This invention carries weight
The product helps truck drivers shift the weight of their loads with ease.
By DON SHILLING
VINDICATOR BUSINESS EDITOR
CANFIELD -- Two local entrepreneurs figure large numbers of truck drivers nationwide soon will be buying their locally made product.
Tandem Stoppers are offered at stores at eight truck stops in the East and two retail Web sites, despite being on the market just four months.
Jeff Landis and John Esker, owners of the Canfield company, say they aren't making money yet, but they expect a big jump in sales soon as truckers catch on to how easy Tandem Stoppers allow them to shift the weight of their loads.
T.J. Graff of Arizona is a believer.
The director of sales and marketing for www.gotruckstop.com said the online retailer added the product in November and sales have been "very brisk." It normally retails for 36.90.
"Tandem Stoppers is one of the highlights of the products that came out in 2006," he said.
What they are
Tandem Stoppers are forged steel pins that slip into holes of a rack underneath the trailer. The rack slides the trailer so the weight over each axle can be adjusted to meet federal standards.
Operating from inside the tractor, the driver normally guesses how far to slide the trailer. He then gets out and checks to see if the trailer is in the right position. If it is, he puts pins into holes on the rack to lock the trailer in place.
Tandem Stoppers, however, are placed into the holes before the rack is adjusted so it stops at the right spot.
"It can't miss," said Landis, who created the product. "It's first time, every time."
Without Tandem Stoppers, drivers have to get in and out of a truck to check if the load is situated properly, he said. That can sometimes take 30 or 40 minutes.
Some drivers have come up with makeshift ways of getting the rack to stop in the desired spot, he said.
"They put in tree branches, crow bars, you name it, whatever fits in there," he said.
Landis and Esker said they are just getting started in their effort to let the industry know they have a better way.
They've been meeting with trucking companies, some of whom are testing the product, and they are pushing to have Tandem Stoppers carried by more retailers that carry trucking-related items.
They also plan to have a sales representative meet with truck-driving schools in hopes they can let new drivers know about the product.

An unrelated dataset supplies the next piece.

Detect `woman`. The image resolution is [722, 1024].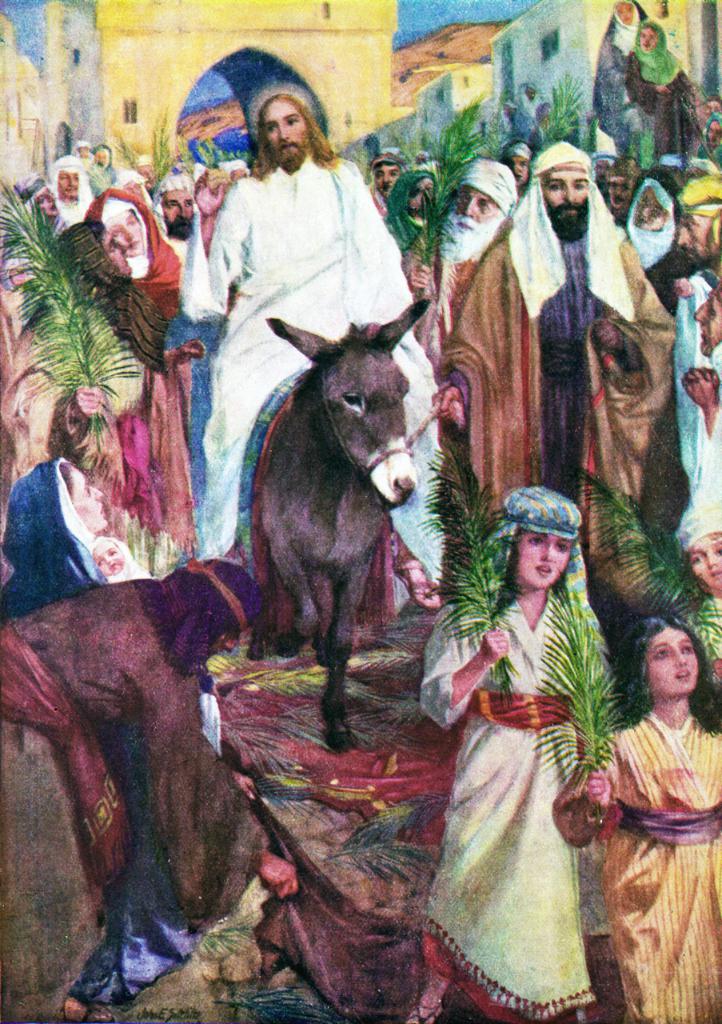
{"x1": 6, "y1": 218, "x2": 198, "y2": 549}.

The partners have used their own funds to have 3,000 sets of Tandem Stoppers produced. A set contains two forged steel pins that are made at Youngstown Forge in Boardman and zinc-coated at Sebring Industrial Plating.
So far, they have sold 470 sets.
Their goal is to build the sales volume to 4,000 sets a month.
They also are selling the pins at www.tandemstoppers.com. They are running the business from a building at 650 W. Main St.
Graff, the online retailer, said he doesn't know of any other product like Tandem Stoppers on the market. There used to be a similar product but it stopped selling several years ago.
Landis said their patent search uncovered the product, which was created by a Cleveland man. He had problems with marketing and the product never took off, Landis said.
Landis and Esker reached a deal with the man to acquire his patent.
Landis, 49, of Austintown, created his device 30 years ago. With his truck idled by a snowstorm, he made steel pins on a lathe.
He's used the pins all these years. He now drives a route from Cleveland to New Jersey for Transport America.
Starting out
Three years ago, a friend suggested Landis start selling his pins.
The thought simmered until last year when he hired Esker to help him with a Web site for an online retail business that he and a partner were creating. Esker, 53, of Leetonia, runs a computer sales and repair business called E-Tek.
Landis showed Esker the pin, explained its use, and the two decided to take the idea to market.
Landis is confident the product will sell in large volumes because weight distribution inside a trailer is critical. State and federal agencies monitor the issue carefully because they don't want a load to be so poorly balanced that the floor of the trailer caves in and a load is dumped out of the highway.
Despite the concern, no one has been helping the drivers find an easier way to shift their loads, Landis said.
"Companies have been dumping it on the drivers. No one's really figured out how to solve it. This solves the problem," he added.